Aedion gestured toward the source of that answering blast of magic, now warring with the Valg princes’ power. “If the Fae royals can make ice, then they can unfreeze it. Right beneath Morath’s feet.”
Galan’s turquoise eyes flickered, either at the plan or the fact that Aelin would not be the one enacting it. “Morath might see through us.”
“There’s little other option.” From Perranth, they’d have access to more supplies, perhaps fresh troops rallying to them from the city itself. To retreat, though …
Aedion surveyed the lines being picked off one by one, the soldiers on their last legs.
Retreat and live. Fight and die.
For this resistance would founder, if they kept at this. Here, on the southern plains, they’d be ended.
There was no guarantee Rowan and the others would find Aelin. That Dorian and Manon might retrieve the third Wyrdkey and then give them to his queen, should she get free, should she find them in this mess of a world. No guarantee how many Crochans Manon might rally, if any.
With the armada spread too thin along Terasen’s coast to be of any use, only Ansel of Briarcliff’s remaining forces could offer some relief. If they weren’t all clean-picked bones by then. There was little choice but to hold out until they arrived. Their last allies.
Because Rolfe and the Mycenians … there was no guarantee that they would come. No word.
“Order the retreat,” Aedion said to the prince. “And get word to Endymion and Sellene that we’ll need their power as soon as we begin to run.”
To throw all their magic into a mighty shield to guard their backs while they tried to put as many miles between them and Morath as possible.
Galan nodded, shoving his bloody helmet over his dark hair, and stalked through the chaotic mass of soldiers.
A retreat. This soon, this fast. For all his training, the brutal years of learning and fighting and leading, this was what it had come to.
Would they even make it to Perranth?
The order with which the army had marched southward utterly collapsed on the flight back north. The Fae troops stayed at their rear, magic shields buckling, yet holding. Keeping Morath’s forces at bay by the foothills while they retreated toward Perranth.
The grumbling amongst the limping, exhausted soldiers trickled past Lysandra as she trudged between them, wearing the form of a horse. She’d allowed a young man onto her back when she’d spied his guts nearly hanging out of his rent armor.
For long miles, his leaking blood had warmed her sides as he lay sprawled over her.
The warm trickle had long stopped. Frozen.
So had he.
She hadn’t the heart to dislodge him, to leave his dead body on the field to be trampled. His blood had frozen him to her anyway.
Each step was an effort of will, her own wounds healing faster than the soldiers’ around her. Many fell during the march toward Perranth. Some were picked up, hauled by their companions or strangers.
Some did not rise again.
The resistance was not supposed to break apart so soon.
The grumbling worsened the closer to Perranth they got, despite a quick few hours of rest that first night.Where is the queen? Where is her fire?
She couldn’t fight as Aelin—not convincingly, and not well enough to stay alive. And when the Fire-Bringer fought with no flame … they might know then.
She has run away. Again.
Two Silent Assassins noticed on the second night that the dead soldier still lay on Lysandra’s back.
They said nothing as they gathered warm water to melt the blood and gore that had bound him to her. Then to wash her.
In her roan mare form, she had no words to offer them, had no way to ask if they knew what she was. They treated her with kindness nonetheless.
No one made to reach for the lone horse roaming through the ramshackle camp. Some soldiers had erected tents. Many just slept beside the fires, under cloaks and jackets.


Go through the material below and report how many lines contain "group". Give only the number.

[Study material]

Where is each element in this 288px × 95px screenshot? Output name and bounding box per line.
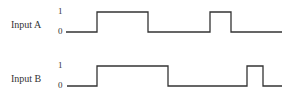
waveform-input-b <box>67 66 282 86</box>
waveform-input-a <box>66 12 282 32</box>
timing-waveforms <box>0 0 288 95</box>
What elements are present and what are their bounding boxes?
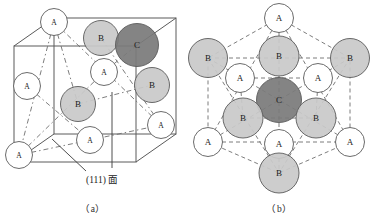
atom-circle-b [259, 153, 299, 193]
atom-circle-a [91, 59, 118, 86]
atom-circle-a [14, 73, 41, 100]
atom-circle-b [189, 39, 228, 78]
atom-circle-b [135, 68, 170, 103]
atom-b: B [259, 153, 299, 193]
atom-a: A [6, 142, 33, 169]
plane-111-annotation: (111) 面 [86, 175, 118, 186]
atom-circle-a [265, 4, 294, 33]
atom-a: A [304, 64, 333, 93]
atom-a: A [91, 59, 118, 86]
atom-circle-a [6, 142, 33, 169]
panel-b-hexagonal-projection: ABBBAACBBAAAB [186, 0, 373, 221]
atom-a: A [14, 73, 41, 100]
atom-circle-a [41, 9, 68, 36]
caption-a: （a） [0, 201, 186, 215]
panel-b-atom-group: ABBBAACBBAAAB [189, 4, 370, 194]
atom-circle-b [331, 39, 370, 78]
atom-b: B [61, 87, 96, 122]
atom-a: A [265, 4, 294, 33]
atom-circle-a [77, 127, 104, 154]
atom-b: B [296, 98, 336, 138]
atom-a: A [336, 128, 365, 157]
panel-b-svg: ABBBAACBBAAAB [186, 0, 373, 221]
atom-b: B [189, 39, 228, 78]
atom-circle-b [223, 98, 263, 138]
atom-a: A [194, 128, 223, 157]
atom-a: A [77, 127, 104, 154]
atom-circle-b [259, 36, 299, 76]
cube-edge-br [136, 134, 176, 162]
atom-circle-a [336, 128, 365, 157]
atom-circle-b [61, 87, 96, 122]
caption-b: （b） [186, 201, 373, 215]
atom-b: B [84, 21, 119, 56]
atom-circle-a [194, 128, 223, 157]
atom-b: B [259, 36, 299, 76]
atom-circle-b [84, 21, 119, 56]
atom-circle-c [116, 24, 159, 67]
atom-b: B [135, 68, 170, 103]
atom-circle-a [226, 64, 255, 93]
atom-b: B [223, 98, 263, 138]
atom-a: A [226, 64, 255, 93]
panel-a-unit-cell: ABCABABAAA (111) 面 [0, 0, 186, 221]
crystal-structure-figure: ABCABABAAA (111) 面 [0, 0, 373, 221]
panel-a-atom-group: ABCABABAAA [6, 9, 175, 169]
atom-circle-a [148, 112, 175, 139]
atom-circle-b [296, 98, 336, 138]
atom-circle-a [304, 64, 333, 93]
atom-a: A [148, 112, 175, 139]
atom-a: A [41, 9, 68, 36]
panel-a-svg: ABCABABAAA (111) 面 [0, 0, 186, 221]
atom-b: B [331, 39, 370, 78]
atom-c: C [116, 24, 159, 67]
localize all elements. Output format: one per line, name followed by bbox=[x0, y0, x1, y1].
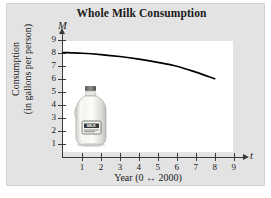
y-axis-tick-label: 7 bbox=[44, 61, 56, 70]
x-axis-tick bbox=[158, 153, 159, 161]
x-axis-title: Year (0 ↔ 2000) bbox=[63, 172, 233, 183]
whole-milk-consumption-figure: Whole Milk Consumption M t 123456789 123… bbox=[0, 0, 271, 198]
y-axis-title-line1: Consumption bbox=[10, 4, 22, 134]
x-axis-tick-label: 6 bbox=[170, 163, 184, 172]
y-axis-tick bbox=[58, 53, 66, 54]
x-axis-variable: t bbox=[250, 150, 253, 161]
x-axis-tick-label: 7 bbox=[189, 163, 203, 172]
x-axis-tick bbox=[120, 153, 121, 161]
y-axis-tick bbox=[58, 105, 66, 106]
x-axis-tick-label: 5 bbox=[151, 163, 165, 172]
y-axis-title: Consumption (in gallons per person) bbox=[10, 4, 34, 134]
y-axis-tick-label: 5 bbox=[44, 87, 56, 96]
x-axis-tick-label: 8 bbox=[208, 163, 222, 172]
y-axis-tick bbox=[58, 79, 66, 80]
y-axis-tick-label: 6 bbox=[44, 74, 56, 83]
y-axis-tick-label: 1 bbox=[44, 139, 56, 148]
x-axis-tick bbox=[196, 153, 197, 161]
x-axis-tick bbox=[215, 153, 216, 161]
x-axis-tick-label: 4 bbox=[132, 163, 146, 172]
y-axis-tick bbox=[58, 92, 66, 93]
y-axis-tick bbox=[58, 66, 66, 67]
x-axis-tick-label: 3 bbox=[113, 163, 127, 172]
x-axis-tick bbox=[177, 153, 178, 161]
x-axis-tick bbox=[101, 153, 102, 161]
page-title: Whole Milk Consumption bbox=[0, 7, 271, 19]
y-axis-tick bbox=[58, 131, 66, 132]
milk-jug-icon: MILK bbox=[72, 85, 110, 147]
x-axis-line bbox=[62, 157, 244, 158]
x-axis-arrow-icon bbox=[243, 154, 249, 160]
x-axis-tick-label: 2 bbox=[94, 163, 108, 172]
y-axis-tick-label: 8 bbox=[44, 48, 56, 57]
x-axis-tick-label: 9 bbox=[227, 163, 241, 172]
y-axis-tick-label: 4 bbox=[44, 100, 56, 109]
y-axis-tick-label: 9 bbox=[44, 35, 56, 44]
y-axis-tick bbox=[58, 144, 66, 145]
y-axis-tick-label: 3 bbox=[44, 113, 56, 122]
y-axis-variable: M bbox=[58, 20, 67, 31]
y-axis-tick bbox=[58, 40, 66, 41]
y-axis-tick bbox=[58, 118, 66, 119]
x-axis-tick bbox=[82, 153, 83, 161]
y-axis-tick-label: 2 bbox=[44, 126, 56, 135]
x-axis-tick bbox=[234, 153, 235, 161]
x-axis-tick-label: 1 bbox=[75, 163, 89, 172]
y-axis-title-line2: (in gallons per person) bbox=[22, 4, 34, 134]
x-axis-tick bbox=[139, 153, 140, 161]
milk-jug-label: MILK bbox=[87, 124, 96, 128]
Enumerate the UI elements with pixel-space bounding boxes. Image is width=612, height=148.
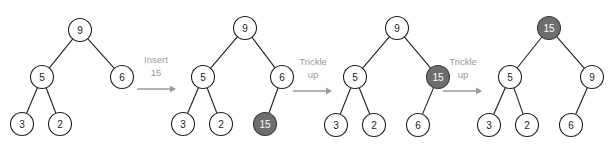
- tree-node-5: 5: [499, 66, 522, 89]
- node-value: 5: [39, 72, 45, 83]
- node-value: 9: [242, 23, 248, 34]
- tree-node-6: 6: [271, 66, 294, 89]
- step-insert-15: Insert15: [137, 54, 176, 92]
- step-arrow-head: [170, 86, 176, 93]
- tree-edge: [88, 39, 115, 69]
- tree-edge: [340, 88, 351, 115]
- node-value: 5: [507, 72, 513, 83]
- tree-node-9: 9: [581, 66, 604, 89]
- tree-node-3: 3: [172, 113, 195, 136]
- tree-edge: [404, 37, 430, 68]
- node-value: 2: [57, 119, 63, 130]
- step-label-line: up: [458, 69, 469, 80]
- node-value: 3: [180, 119, 186, 130]
- tree-edge: [188, 88, 199, 114]
- tree-node-3: 3: [478, 114, 501, 137]
- node-value: 3: [486, 120, 492, 131]
- tree-node-6: 6: [111, 66, 134, 89]
- tree-node-2: 2: [516, 114, 539, 137]
- tree-node-6: 6: [407, 114, 430, 137]
- node-value: 5: [200, 72, 206, 83]
- node-value: 9: [589, 72, 595, 83]
- heap-insert-diagram: Insert15TrickleupTrickleup 9563295632159…: [0, 0, 612, 148]
- tree-edge: [269, 88, 278, 113]
- tree-edge: [359, 88, 370, 115]
- node-value: 2: [371, 120, 377, 131]
- node-value: 6: [415, 120, 421, 131]
- node-value: 6: [119, 72, 125, 83]
- tree-nodes-tree-after-trickle-2: 1559326: [478, 17, 604, 137]
- tree-node-2: 2: [363, 114, 386, 137]
- node-value: 15: [432, 72, 444, 83]
- tree-node-9: 9: [386, 17, 409, 40]
- tree-edge: [49, 39, 73, 68]
- step-arrow-head: [476, 88, 482, 95]
- tree-edge: [557, 37, 585, 69]
- tree-edge: [494, 88, 506, 115]
- tree-edge: [576, 88, 588, 115]
- node-value: 2: [524, 120, 530, 131]
- tree-nodes-tree-after-trickle-1: 9515326: [325, 17, 450, 137]
- node-value: 9: [394, 23, 400, 34]
- tree-edge: [514, 88, 523, 114]
- tree-node-5: 5: [192, 66, 215, 89]
- node-value: 15: [259, 119, 271, 130]
- step-label-line: Trickle: [299, 56, 327, 67]
- step-trickle-up-1: Trickleup: [293, 56, 332, 94]
- diagram-canvas: Insert15TrickleupTrickleup 9563295632159…: [0, 0, 612, 148]
- tree-node-3: 3: [325, 114, 348, 137]
- node-value: 6: [568, 120, 574, 131]
- node-value: 6: [279, 72, 285, 83]
- tree-edge: [210, 37, 237, 69]
- step-label-line: Trickle: [449, 56, 477, 67]
- tree-edge: [46, 88, 56, 114]
- node-value: 5: [352, 72, 358, 83]
- step-label-line: up: [308, 69, 319, 80]
- tree-edge: [252, 37, 275, 68]
- node-value: 15: [543, 23, 555, 34]
- node-value: 3: [333, 120, 339, 131]
- tree-node-5: 5: [344, 66, 367, 89]
- step-label-line: Insert: [144, 54, 168, 65]
- tree-node-15-highlighted: 15: [254, 113, 277, 136]
- tree-edge: [362, 37, 389, 69]
- step-arrow-head: [326, 88, 332, 95]
- tree-node-15-highlighted: 15: [427, 66, 450, 89]
- tree-edge: [207, 88, 217, 114]
- tree-edge: [422, 88, 433, 115]
- tree-node-15-highlighted: 15: [538, 17, 561, 40]
- tree-nodes-tree-after-insert: 9563215: [172, 17, 294, 136]
- step-label-line: 15: [151, 67, 162, 78]
- tree-node-6: 6: [560, 114, 583, 137]
- tree-node-2: 2: [49, 113, 72, 136]
- node-value: 9: [77, 25, 83, 36]
- tree-node-3: 3: [11, 113, 34, 136]
- tree-node-5: 5: [31, 66, 54, 89]
- tree-node-2: 2: [210, 113, 233, 136]
- tree-edge: [27, 88, 38, 114]
- node-value: 2: [218, 119, 224, 130]
- tree-node-9: 9: [69, 19, 92, 42]
- tree-node-9: 9: [234, 17, 257, 40]
- node-value: 3: [19, 119, 25, 130]
- tree-nodes-tree-initial: 95632: [11, 19, 134, 136]
- tree-edge: [517, 37, 542, 68]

[/Study material]

■ Exercise solution ■
2